Banks are still in workout mode on commercial real estate as compared to foreclosure mode. Add to that the fact that some foreclosures can take up to two years at it may be a while. Most of the deal flow is residential right now. The FDIC is still dealing with $15 to $20 billion of distressed residential deals and there is likely more to come (CA arms to blow up in 2010). As a result, commercial deals appear to be on the backburner at banks and the FDIC right now.

Banks will, on the other hand, sell management intensive and high-risk properties, e.g. hospitality (management, liquor licenses, etc.). Syndicated bank loans will also be sold early because of a lack of consensus from various stakeholders. Most experts agree that the 4th quarter will start to show more commercial real estate deals and it should start with syndicated loans and hospitality. But this won’t go away anytime soon, deal flow from lenders will continue for four to five years.

Consensus among the institutional investors is that entrepreneurial ultra-high-net-worth (UHNW) investors will be first actors and will likely make the most money.

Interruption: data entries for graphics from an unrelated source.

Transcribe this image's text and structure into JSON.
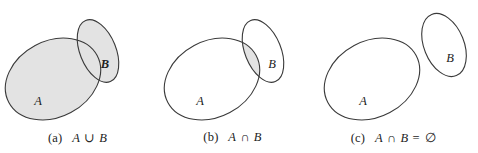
{
  "figure": {
    "background_color": "#ffffff",
    "stroke_color": "#3a3a3a",
    "shade_color": "#e3e3e3",
    "label_color": "#222222"
  },
  "panels": [
    {
      "id": "a",
      "tag": "(a)",
      "caption": "A ∪ B",
      "caption_parts": {
        "left_set": "A",
        "operator": "∪",
        "right_set": "B",
        "result": ""
      },
      "operation": "union",
      "shaded_region": "A ∪ B",
      "sets": [
        {
          "name": "A",
          "label": "A",
          "label_x": 38,
          "label_y": 105,
          "cx": 53,
          "cy": 79,
          "rx": 50,
          "ry": 38,
          "rotation": -28,
          "filled": true
        },
        {
          "name": "B",
          "label": "B",
          "label_x": 105,
          "label_y": 68,
          "cx": 98,
          "cy": 51,
          "rx": 18,
          "ry": 33,
          "rotation": -22,
          "filled": true
        }
      ]
    },
    {
      "id": "b",
      "tag": "(b)",
      "caption": "A ∩ B",
      "caption_parts": {
        "left_set": "A",
        "operator": "∩",
        "right_set": "B",
        "result": ""
      },
      "operation": "intersection",
      "shaded_region": "A ∩ B",
      "sets": [
        {
          "name": "A",
          "label": "A",
          "label_x": 45,
          "label_y": 105,
          "cx": 57,
          "cy": 79,
          "rx": 50,
          "ry": 38,
          "rotation": -28,
          "filled": false
        },
        {
          "name": "B",
          "label": "B",
          "label_x": 117,
          "label_y": 68,
          "cx": 108,
          "cy": 51,
          "rx": 18,
          "ry": 33,
          "rotation": -22,
          "filled": false
        }
      ]
    },
    {
      "id": "c",
      "tag": "(c)",
      "caption": "A ∩ B = ∅",
      "caption_parts": {
        "left_set": "A",
        "operator": "∩",
        "right_set": "B",
        "equals": "=",
        "result": "∅"
      },
      "operation": "disjoint",
      "shaded_region": "none",
      "sets": [
        {
          "name": "A",
          "label": "A",
          "label_x": 53,
          "label_y": 105,
          "cx": 62,
          "cy": 79,
          "rx": 50,
          "ry": 38,
          "rotation": -28,
          "filled": false
        },
        {
          "name": "B",
          "label": "B",
          "label_x": 140,
          "label_y": 62,
          "cx": 134,
          "cy": 45,
          "rx": 20,
          "ry": 33,
          "rotation": -22,
          "filled": false
        }
      ]
    }
  ]
}
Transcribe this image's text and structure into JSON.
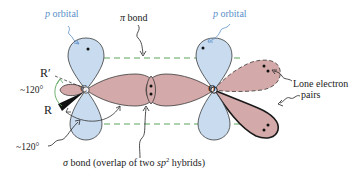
{
  "diagram": {
    "labels": {
      "p_orbital_left": {
        "italic": "p",
        "text": " orbital"
      },
      "p_orbital_right": {
        "italic": "p",
        "text": " orbital"
      },
      "pi_bond": {
        "symbol": "π",
        "text": " bond"
      },
      "r_prime": "R′",
      "r": "R",
      "angle_top": "~120°",
      "angle_bottom": "~120°",
      "carbon": "C",
      "oxygen": "O",
      "lone_pairs_line1": "Lone electron",
      "lone_pairs_line2": "pairs",
      "sigma_bond": {
        "symbol": "σ",
        "text_before": " bond (overlap of two ",
        "hybrid_italic": "sp",
        "hybrid_sup": "2",
        "text_after": " hybrids)"
      }
    },
    "colors": {
      "p_orbital_fill": "#c9dcef",
      "hybrid_fill": "#d4a9a9",
      "outline": "#3a3a3a",
      "pi_dash": "#5aa55a",
      "label_blue": "#5b8fc9",
      "angle_arc": "#5aa55a",
      "electron": "#111111"
    }
  }
}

A leading indicator to watch for is institutional investors buying core. They will start with core because it is cheap from a price per foot perspective and will only buy vacancy after the core opportunity dries up. Although logic would dictate that it should make sense to dollar-average into this market (i.e. no one is really capable of timing the bottom), we probably won’t see that materialize.

Therefore, if you are watching for early signs of a return to deal flow, watch the UHNW investors, the banks for selling hospitality and institutions starting to buy core assets.